33 injured after New York train derails
A LONG Island Rail Road passenger train derailed on Saturday near the community of New Hyde Park, New York, injuring as many as 33 people and halting service on the key transit line in both directions, railroad officials and police said.
Governor Andrew Cuomo said yesterday it appeared that a train doing maintenance work somehow violated the clearance space of the Long Island Rail Road train.
Both trains were traveling east when they collided just after 9pm on Saturday.
Metropolitan Transit Authority Chairman Thomas Prendergast said seven employees and 26 customers were injured.
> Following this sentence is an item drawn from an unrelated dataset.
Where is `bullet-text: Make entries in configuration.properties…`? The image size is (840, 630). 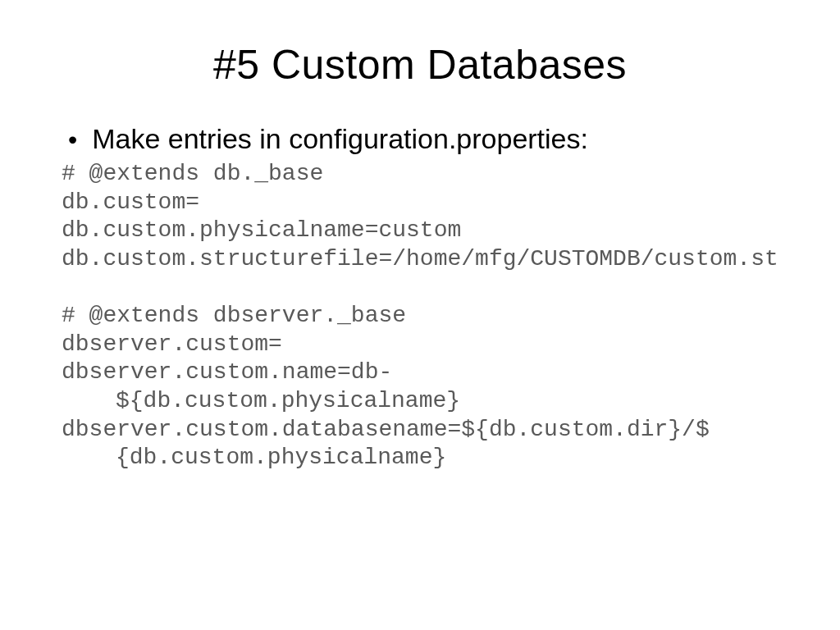
bullet-text: Make entries in configuration.properties… is located at coordinates (340, 139).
Four people sustained serious injuries.
According to Cuomo, the 12-car train was heading eastbound on the railroad’s main line carrying about 600 passengers when the first three cars derailed a half mile east of the New Hyde Park Station.
Photos from the scene of the wreck posted on social media showed at least two of the derailed train cars leaning upright but partly off the track.
People riding on the train told local media they saw sparks or fire outside the windows after the train, which had been moving at normal speed, began shaking mildly, then more violently before striking something and coming to a halt.
The New Hyde Park stop is just east of the border with the New York City borough of Queens. The rail line, one of the busiest commuter routes into America’s largest city, said the derailment had forced suspension of service in both directions.
Saturday’s accident on Long Island comes nine days after a passenger train crashed into a terminal in Hoboken, New Jersey, a major commuter route from New York City’s western suburbs. That crash killed one person and injured over 100.